One of the challenging parts of building a simulation game from scratch is always performance when simulating people / NPCs / entities. In fact, this is how I started development, – I was benchmarking various techniques for rendering many entities which culminated in moving to OpenGL. Instance rendering worked really well, but naturally I reached a bottleneck in my approach elsewhere.
Dynamic Chunking and OOP
In animation framework post, I briefly mentioned dynamic chunking. The idea is quite simple: for entities that are off-screen update them every n frames this way saving FPS:

Everything was running smoothly… until I noticed some odd discrepancies in how entities moved across the map. Calibrating movement speed (especially with changing game speed) was tricky. If you told a pawn to carry out an order and watched it on-screen, the timing would be noticeably different compared to when the same order was executed off-screen. Pretty sure there’s a quantum theory joke here about observed vs. unobserved gangsters committing crimes.
Finally, the approach of handling NPCs was still OOP. Meaning, you create a list of NPC objects, store them in a list and then iterate through them. With all these optimizations, this was obviously the bottleneck.
Below you can see the video of maxed out 25k NPCs (on a 1k x 1k grid) at ~60 FPS.
This system:
- uses ModernGL instance rendering
- has OOP approach for NPCs
- utilizes dynamic chunking for on-screen and off-screen entities
- implements certain expensive calculations in C (Cython).
25k NPCs at 60 FPS is good enough but I think we could do better.
For those familiar with game dev concepts like ECS (Entity Component System), you can probably already guess where this is headed. And for the Python crowd who’ve spent time with NumPy, you’ll know it too: vectorization – performing operations on whole arrays at once, instead of my old habit of looping through objects in a more OOP style. For regular CS folk, I’m replacing AoS approach with SoA.
Vectorization
There’s no shortage of articles on ECS approaches, so I’m not going to reinvent the wheel. Instead, I’m building something custom to fit this game’s needs – a dedicated entity manager.
Rather than using the traditional GameObject architecture, where each object stores its own render position, width, height, and so on…

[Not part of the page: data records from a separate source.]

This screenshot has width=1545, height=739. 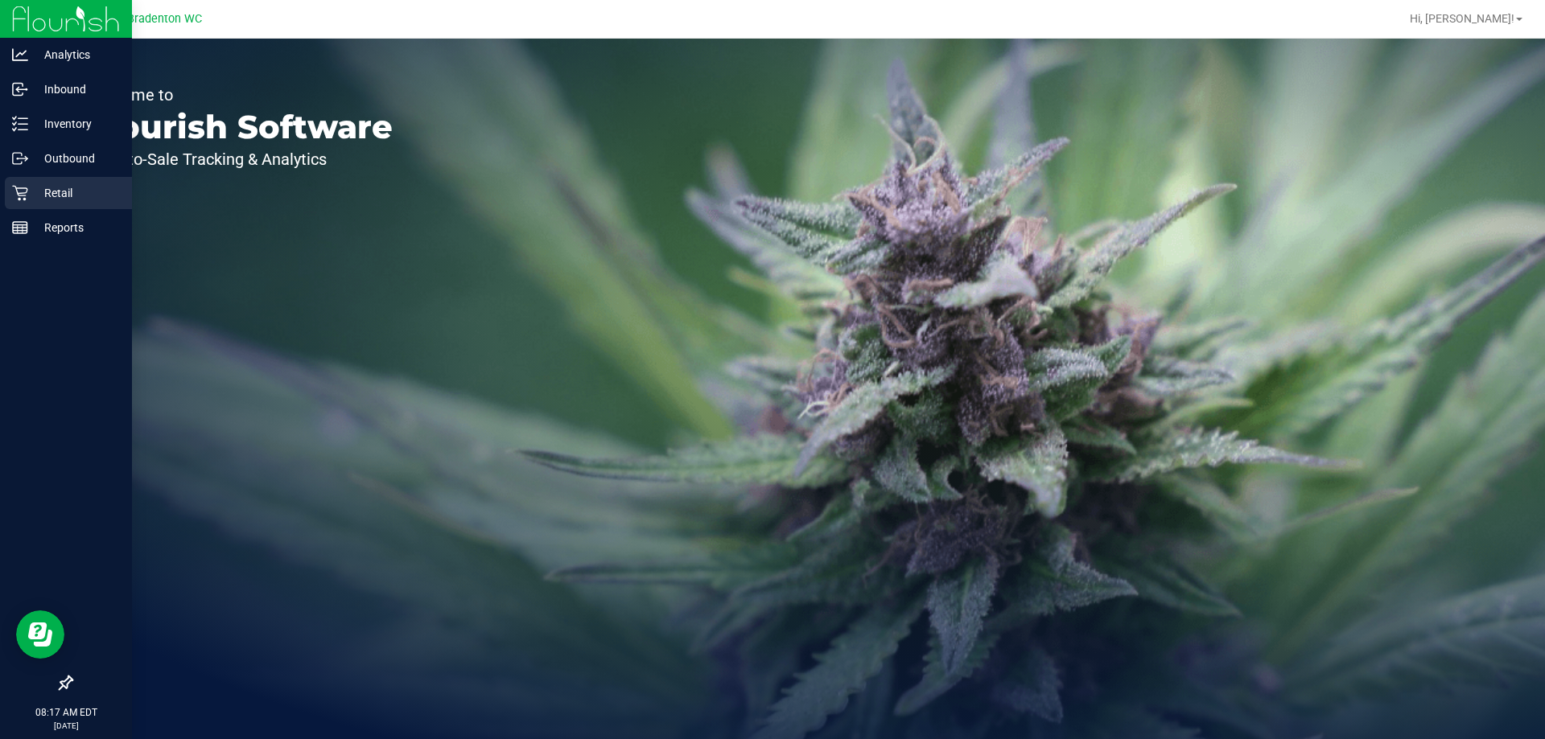 I want to click on p: Inventory, so click(x=76, y=124).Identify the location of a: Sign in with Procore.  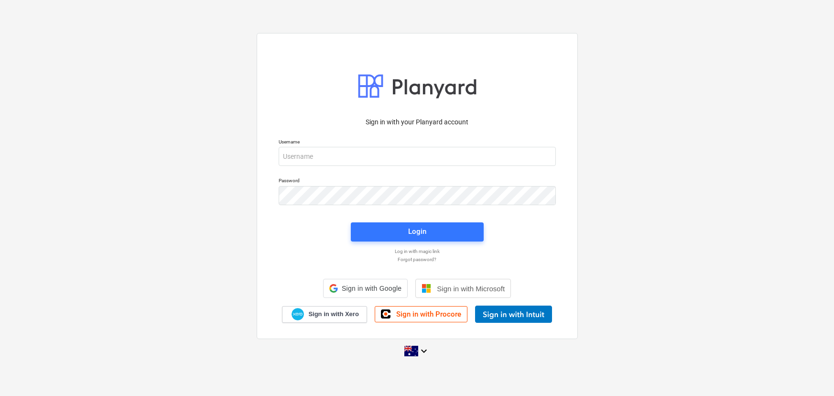
(421, 314).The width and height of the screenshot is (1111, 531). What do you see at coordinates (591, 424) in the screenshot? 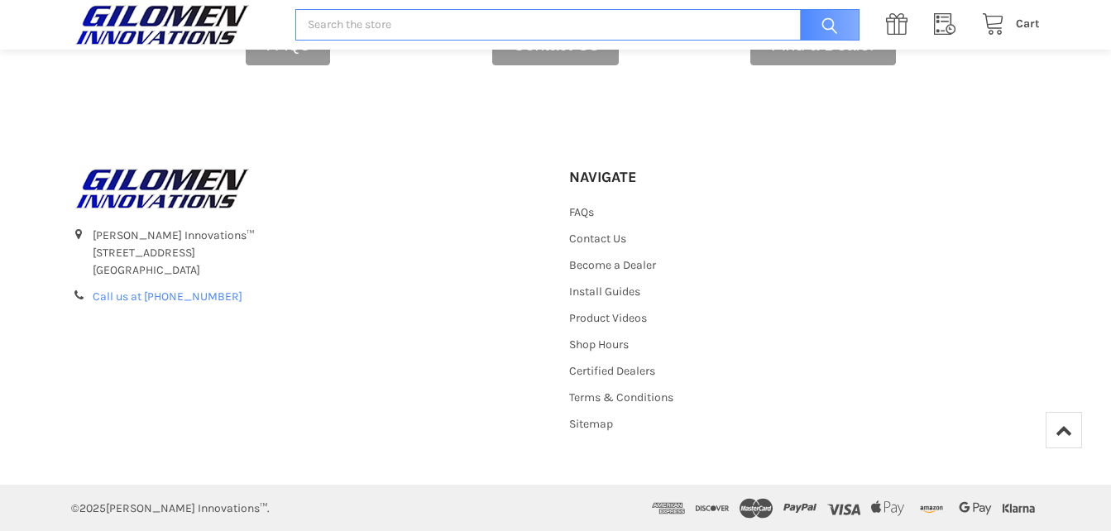
I see `a: Sitemap` at bounding box center [591, 424].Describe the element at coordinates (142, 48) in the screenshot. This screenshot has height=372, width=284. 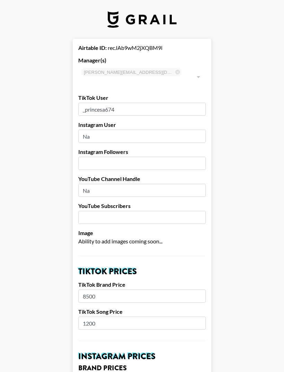
I see `div: recJAb9wM2jXQBM9i` at that location.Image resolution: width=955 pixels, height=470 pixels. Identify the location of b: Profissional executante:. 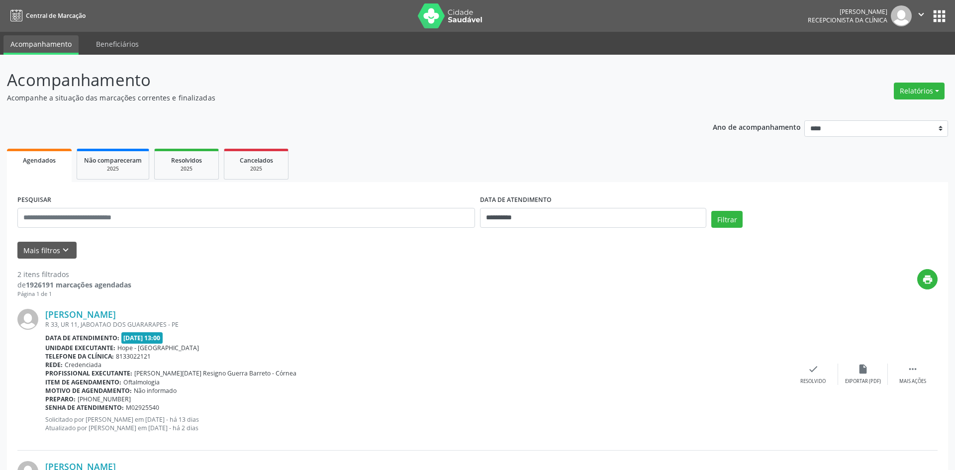
(89, 373).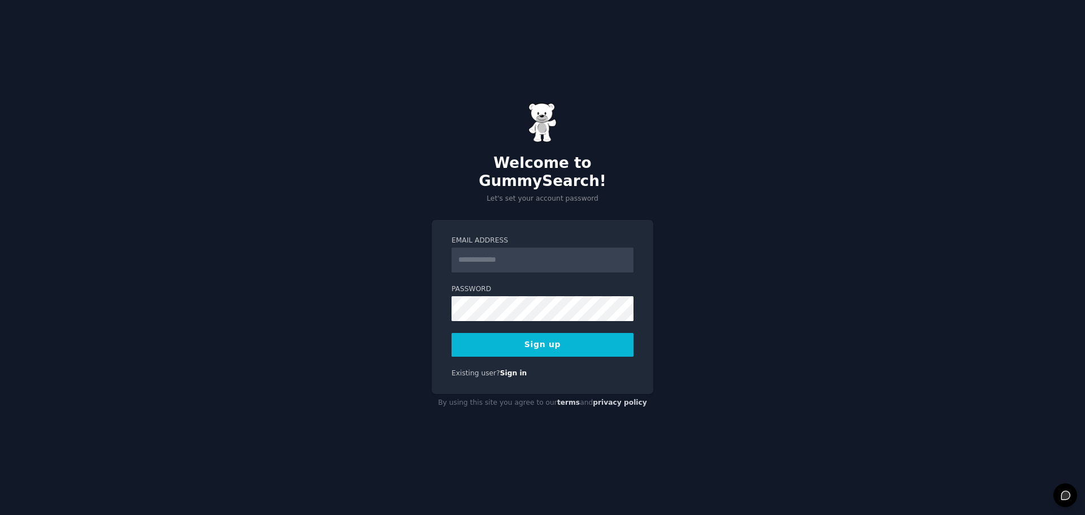 The image size is (1085, 515). What do you see at coordinates (568, 402) in the screenshot?
I see `a: terms` at bounding box center [568, 402].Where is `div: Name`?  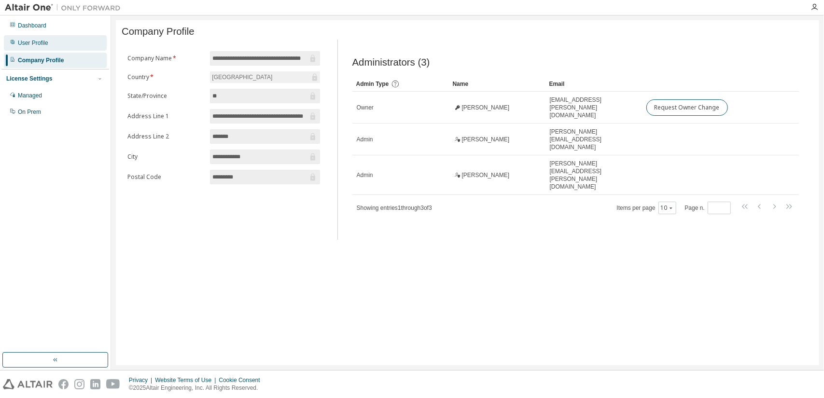 div: Name is located at coordinates (497, 84).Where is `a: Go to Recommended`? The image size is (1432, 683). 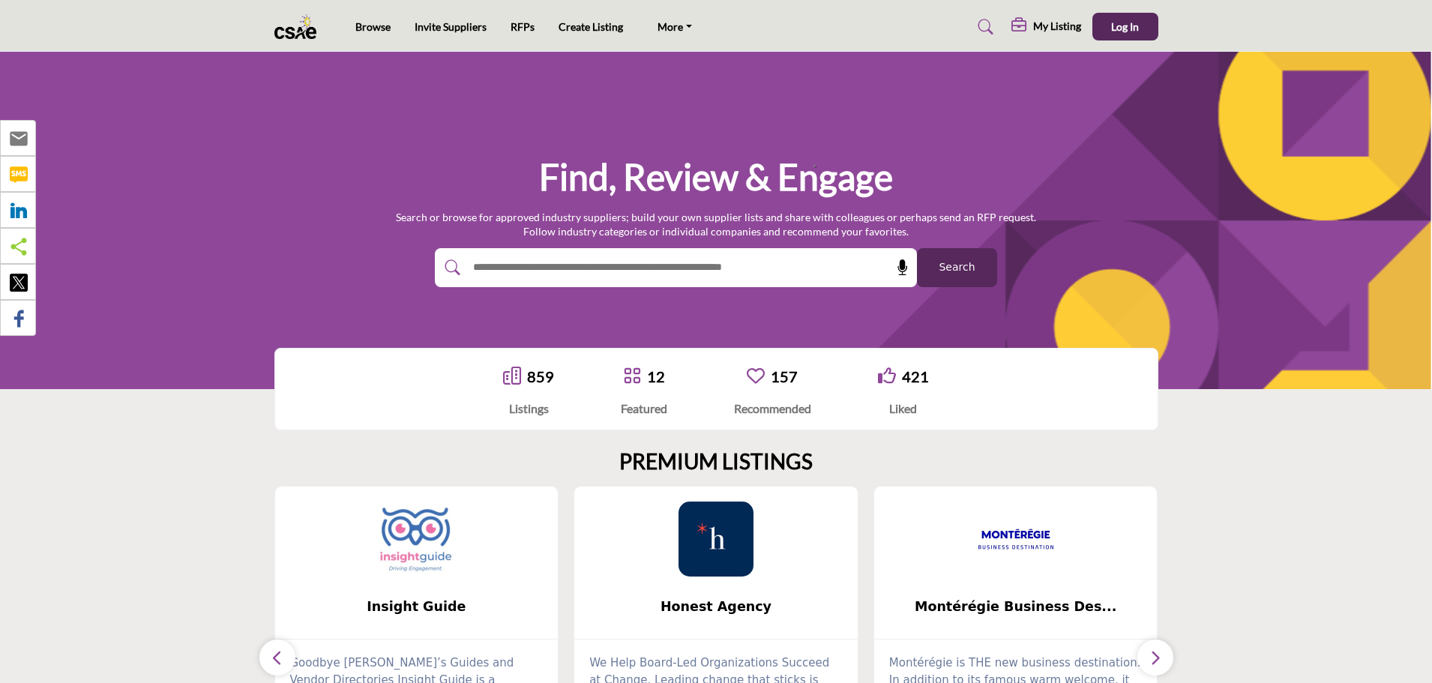 a: Go to Recommended is located at coordinates (756, 376).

… we create arrays of these fields, where a massive array of render_x has all the render x positions for all the entities (indices being the entity identifiers).

This means we can perform vector math for all entities all in one go. Below is an example of how the movement (render position) is calculated

Next, after all entity data is ready to be updated for the frame tick, I implemented an Entity Batch Render in Cython (builds to C) so for fast array updates:

Here we copy the entity data to instances array that later gets sent to GPU (ModernGL part).
Just to test things out I put 1000s of NPCs to move in unison first
FPS was virtually unaffected but we hold off our enthusiasm because there is not animation, no calculations yet, just sliding.
The next steps took a few days to implement but essentially we mimicked GameObject OOP animation steps in arrays: grid and render positions movement (tracking path movement), changing of frames every tick (animation) / maintaining current animation indices, calculating y sorting values, calculating facing directions, and more. Finally, after a few more optimizations, I was able to get to ~121,500 NPCs when FPS started to dip a little below 60
This feels like a good milestone to stop on. We’ve gone from 25k NPCs to 121k NPCs – nearly a 5x improvement. I stopped testing at that point, but I’m confident we could push even more walking pawns with a few additional tweaks.